Baptism offers a different kind of immunization. Baptism inoculates against sin, the structural injustice we find ourselves in, living in the world. We look around the world right now, including this new war against Iran, and intuitively we know it’s all just too much. Even our bodies know it’s too much. We find ourselves more tired and weary from a series of events we often feel powerless to stop. Often therapists offer advice to focus on what is within our own control. There is where focusing on gratitude, giving thanks for friendships and community is key. Just as give thanks for being in community. Baptism is part of that spiritual gratitude. Through baptism we are covered by the unconditional love of God. That love is beyond our control in a good way. In that baptism covers us with the free give of God’s love. The ritual act of washing in the water, being covered by the Word of God, offers this kind of refuge in love. 

Baptism doesn’t prevent us from physical sickness. We still need to get our immunizations and we give thanks for the advances of medical science. However baptism and invitation to community in Christ grounds us in a spiritual immunization. Baptism protects us from the nihilism of authoritarians.

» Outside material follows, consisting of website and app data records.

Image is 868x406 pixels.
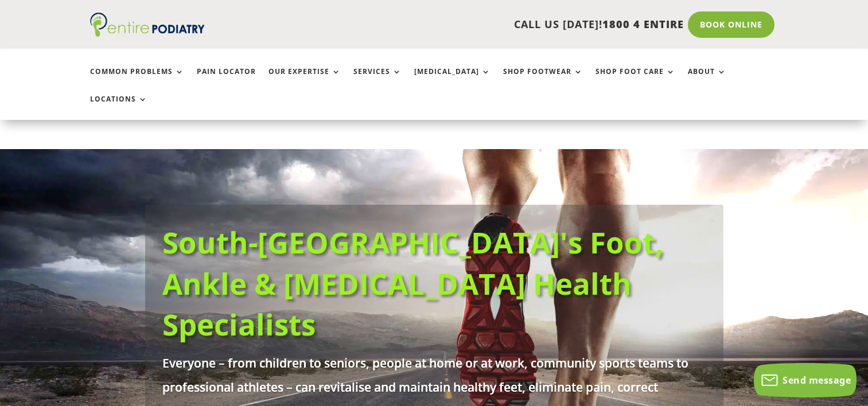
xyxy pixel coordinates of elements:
span: Send message [782,374,850,387]
a: Shop Footwear [503,68,582,92]
img: logo (1) [90,12,205,37]
a: South-[GEOGRAPHIC_DATA]'s Foot, Ankle & [MEDICAL_DATA] Health Specialists [163,222,664,344]
a: Services [354,68,401,92]
a: Shop Foot Care [595,68,675,92]
a: About [688,68,726,92]
a: Common Problems [90,68,184,92]
a: Book Online [688,11,774,38]
a: Pain Locator [197,68,255,92]
button: Send message [753,364,857,398]
a: Our Expertise [269,68,340,92]
span: 1800 4 ENTIRE [602,17,683,31]
a: [MEDICAL_DATA] [414,68,491,92]
p: CALL US [DATE]! [249,17,683,32]
a: Entire Podiatry [90,27,205,39]
a: Locations [90,96,148,120]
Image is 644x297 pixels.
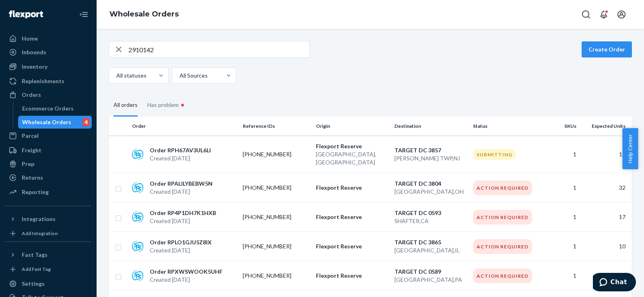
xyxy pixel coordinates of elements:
div: Ecommerce Orders [22,105,73,112]
input: All Sources [179,72,180,80]
p: Order RPH67AV3UL6LI [150,146,211,154]
img: sps-commerce logo [132,182,143,193]
p: Order RPLO1GJU5Z8IX [150,239,212,246]
img: sps-commerce logo [132,149,143,160]
div: Orders [22,91,41,99]
button: Open notifications [596,7,612,23]
td: 32 [580,173,632,203]
p: Flexport Reserve [316,142,388,150]
th: Status [470,116,543,136]
button: Create Order [581,42,632,57]
p: Flexport Reserve [316,272,388,280]
div: Add Integration [22,230,58,237]
p: TARGET DC 0589 [394,268,466,276]
p: Created [DATE] [150,188,213,196]
p: TARGET DC 3865 [394,239,466,246]
div: Replenishments [22,77,64,85]
button: Open Search Box [578,7,594,23]
a: Add Fast Tag [5,265,92,274]
p: Flexport Reserve [316,243,388,250]
p: Created [DATE] [150,154,211,163]
button: Close Navigation [75,7,92,23]
a: Inventory [5,61,92,73]
a: Orders [5,88,92,102]
th: Expected Units [580,116,632,136]
a: Prep [5,157,92,170]
p: 0080-2910142-3804 [243,184,307,192]
img: sps-commerce logo [132,270,143,282]
a: Home [5,32,92,45]
td: 1 [543,173,580,203]
img: Flexport logo [9,10,43,18]
th: Origin [313,116,391,136]
p: Flexport Reserve [316,213,388,221]
a: Freight [5,144,92,157]
div: Inventory [22,63,47,71]
div: Inbounds [22,48,46,56]
p: Created [DATE] [150,246,212,254]
th: Destination [391,116,470,136]
a: Add Integration [5,229,92,239]
td: 1 [543,203,580,232]
a: Settings [5,278,92,290]
div: Home [22,34,38,43]
p: [PERSON_NAME] TWP , NJ [394,154,466,163]
div: 4 [83,118,89,126]
p: Order RP4P1DH7K1HXB [150,209,216,217]
p: Created [DATE] [150,217,216,225]
td: 17 [580,203,632,232]
p: Order RPALILYBEBW5N [150,180,213,188]
div: Has problem [147,93,186,116]
div: Returns [22,174,43,182]
td: 11 [580,136,632,173]
div: All orders [113,94,138,116]
th: Reference IDs [239,116,313,136]
td: 16 [580,261,632,291]
p: [GEOGRAPHIC_DATA] , IL [394,246,466,254]
p: 0080-2910142-3857 [243,150,307,159]
ol: breadcrumbs [103,3,185,26]
p: TARGET DC 3804 [394,180,466,188]
a: Parcel [5,129,92,142]
button: Open account menu [613,7,630,23]
p: [GEOGRAPHIC_DATA] , PA [394,276,466,284]
a: Replenishments [5,75,92,88]
p: Created [DATE] [150,276,222,284]
a: Returns [5,171,92,184]
td: 1 [543,232,580,261]
button: Fast Tags [5,248,92,261]
p: 0080-2910142-0593 [243,213,307,221]
div: Reporting [22,188,49,196]
div: • [179,100,186,110]
p: [GEOGRAPHIC_DATA] , OH [394,188,466,196]
img: sps-commerce logo [132,241,143,252]
div: Prep [22,160,34,168]
button: Integrations [5,213,92,226]
th: Order [129,116,239,136]
p: Flexport Reserve [316,184,388,192]
p: 0080-2910142-0589 [243,272,307,280]
th: SKUs [543,116,580,136]
p: Order RPXWSWOOK5UHF [150,268,222,276]
p: [GEOGRAPHIC_DATA] , [GEOGRAPHIC_DATA] [316,150,388,166]
a: Reporting [5,186,92,199]
a: Wholesale Orders4 [18,116,92,129]
a: Ecommerce Orders [18,102,92,115]
p: SHAFTER , CA [394,217,466,225]
p: TARGET DC 0593 [394,209,466,217]
div: Action Required [473,210,532,225]
div: Fast Tags [22,251,47,259]
td: 1 [543,261,580,291]
div: Submitting [473,149,516,160]
div: Settings [22,280,45,288]
div: Action Required [473,239,532,254]
div: Action Required [473,269,532,284]
p: 0080-2910142-3865 [243,243,307,250]
div: Wholesale Orders [22,118,71,126]
button: Help Center [622,128,638,169]
div: Add Fast Tag [22,266,51,272]
div: Freight [22,146,42,154]
iframe: Opens a widget where you can chat to one of our agents [593,273,636,293]
td: 1 [543,136,580,173]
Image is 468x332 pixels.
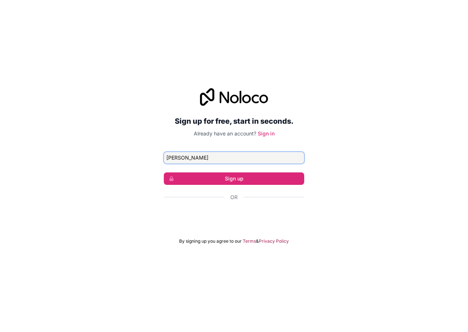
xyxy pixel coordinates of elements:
a: Privacy Policy [259,238,289,244]
span: By signing up you agree to our [179,238,242,244]
a: Terms [243,238,256,244]
input: Email address [164,152,304,164]
a: Sign in [258,130,275,136]
h2: Sign up for free, start in seconds. [164,115,304,128]
span: & [256,238,259,244]
span: Already have an account? [194,130,256,136]
button: Sign up [164,172,304,185]
iframe: Button na Mag-sign in gamit ang Google [160,209,308,225]
span: Or [231,194,238,201]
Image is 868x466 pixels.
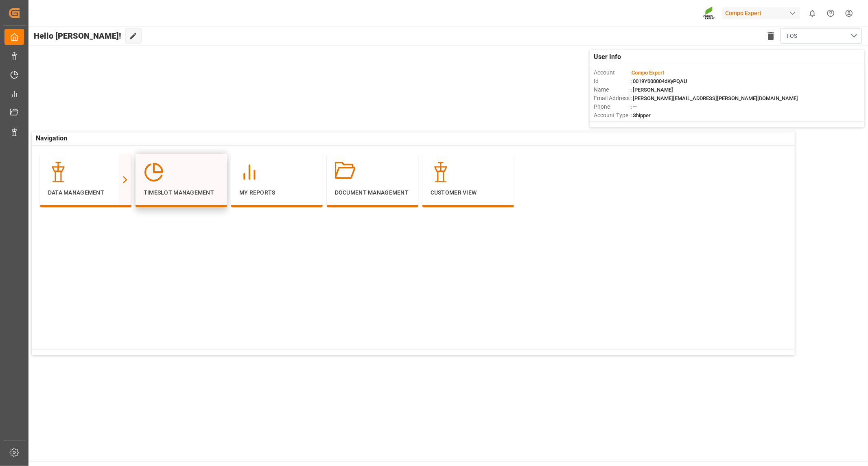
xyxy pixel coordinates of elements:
[630,95,798,101] span: : [PERSON_NAME][EMAIL_ADDRESS][PERSON_NAME][DOMAIN_NAME]
[594,85,630,94] span: Name
[630,87,673,93] span: : [PERSON_NAME]
[630,78,687,84] span: : 0019Y000004dKyPQAU
[630,70,664,75] span: :
[722,5,803,21] button: Compo Expert
[594,52,621,62] span: User Info
[787,32,797,40] span: FOS
[335,188,410,197] p: Document Management
[594,111,630,120] span: Account Type
[821,4,840,22] button: Help Center
[803,4,821,22] button: show 0 new notifications
[722,8,800,19] div: Compo Expert
[430,188,506,197] p: Customer View
[594,94,630,102] span: Email Address
[144,188,219,197] p: Timeslot Management
[630,112,651,119] span: : Shipper
[48,188,123,197] p: Data Management
[631,70,664,75] span: Compo Expert
[594,77,630,85] span: Id
[780,28,862,43] button: open menu
[594,102,630,111] span: Phone
[630,104,637,110] span: : —
[239,188,314,197] p: My Reports
[594,68,630,77] span: Account
[36,133,67,143] span: Navigation
[703,6,716,20] img: Screenshot%202023-09-29%20at%2010.02.21.png_1712312052.png
[34,28,121,43] span: Hello [PERSON_NAME]!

Nothing can separate us from the love of God. And as a church community we are among the few communities left outside of school, sports, and the arts, that are rooted in love and acceptance. Communities are becoming increasingly fragmented. And as people become busy we retreat increasingly into transactional relationships, which aren’t bad. And I have seen exceptions. For example the local run clinic I have participated in previously includes people building real friendships of mutual care. I suspect some of you have found this singing in a choir, being part of a team, and so on. However what happens when you get injured and can no longer run? And when your schedule no longer permits joining a given activity? Typically we fall out of community if we lack the common bond that holds a group together. As the body of Christ that common bond is baptism, which no one can take away. It remains true that building community is an ongoing activity. But the undergirding of love remains true despite the imperfection of individuals. Rather than engaged in endless striving, we fall back in the grace of Christ. Jesus is the backstop who catches us.

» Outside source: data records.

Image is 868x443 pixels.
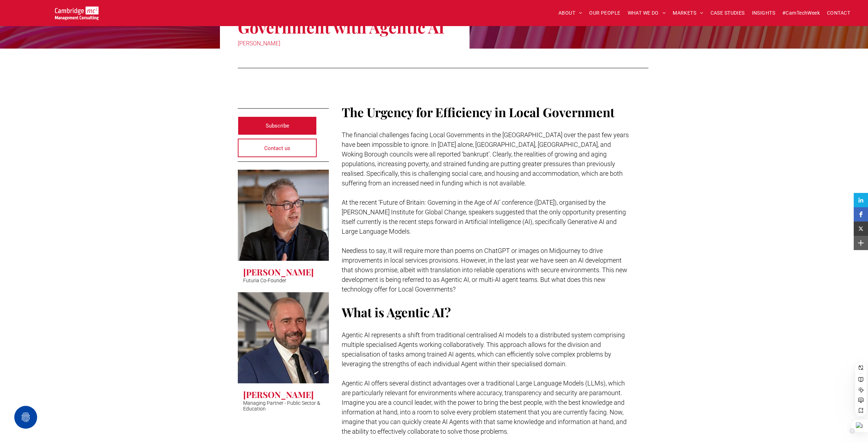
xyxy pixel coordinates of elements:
[341,198,626,235] span: At the recent ‘Future of Britain: Governing in the Age of AI’ conference ([DATE]), organised by t...
[341,380,625,397] span: Agentic AI offers several distinct advantages over a traditional Large Language Models (LLMs), wh...
[243,400,324,411] p: Managing Partner - Public Sector & Education
[238,39,452,49] div: [PERSON_NAME]
[238,139,317,157] a: Contact us
[341,304,451,321] span: What is Agentic AI?
[238,2,452,35] h1: Accelerating Local Government with Agentic AI
[238,117,317,135] a: Subscribe
[341,247,627,293] span: Needless to say, it will require more than poems on ChatGPT or images on Midjourney to drive impr...
[243,278,286,283] p: Futuria Co-Founder
[265,117,289,134] span: Subscribe
[824,8,853,18] a: CONTACT
[585,8,624,18] a: OUR PEOPLE
[243,266,314,278] h3: [PERSON_NAME]
[555,8,586,18] a: ABOUT
[55,8,99,15] a: Your Business Transformed | Cambridge Management Consulting
[779,8,824,18] a: #CamTechWeek
[707,8,748,18] a: CASE STUDIES
[341,399,627,435] span: Imagine you are a council leader, with the power to bring the best people, with the best knowledg...
[341,331,625,368] span: Agentic AI represents a shift from traditional centralised AI models to a distributed system comp...
[669,8,706,18] a: MARKETS
[264,139,290,157] span: Contact us
[341,103,615,120] span: The Urgency for Efficiency in Local Government
[624,8,670,18] a: WHAT WE DO
[238,292,329,383] a: Procurement | Accelerating Local Government with Agentic AI
[748,8,779,18] a: INSIGHTS
[243,388,314,400] h3: [PERSON_NAME]
[55,6,99,20] img: Cambridge MC Logo, Procurement
[341,131,629,187] span: The financial challenges facing Local Governments in the [GEOGRAPHIC_DATA] over the past few year...
[238,170,329,260] a: Procurement | Accelerating Local Government with Agentic AI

Nicodemus in the gospel reading reminds us about that curiosity we have about baptism. The incredulity of being born a second time, from above. He represents the childlike wonder about inclusion in the love of Christ. The gospel reading helps us those of us already baptized recover that wonder, especially if it was long ago. To remember that either as infants or adults we were baptized, born from above, in Christ. This is good news in a world gone upside down. It is good news that Christ’s love grounds us right now. No conditionals apply to baptism: “If only we get our life in order, then we’ll find love. If only we discover success then we’ll feel loved and whole. If only we are recognized as being famous for something then we’ll feel wanted and needed.” In baptism Christ recognizes us fully as his the way we are. And we desperately need the gift of grace in a world full of conditionals.

Now it’s your turn to consider the gospel reading and theme of baptism. Sundays in Lent we take five minutes to consider the question printed at the top of your folder: “What are ways baptism grounds our daily lives?” I’ll give you five minutes to talk in small groups with those seated around you.

[Take three comments.]

Brief story of the unexpected. The other day I was walking through the forest and I was wrapping up a man approached me. He asked what I do and I mentioned I am a pastor. He then told me that Martin Luther King Jr. is smiling down upon me from heaven. He also shared materials about the benefits of using flax as a building material. And how we’re all interconnected in one big open network up in the sky. On the one hand it was a bit wild. On the other hand is was an unexpected blessing like Nicodemus received, marvelling how all these things are possible. Through God we know all things are possible, trusting in the love rooted in baptism in Jesus. Amen.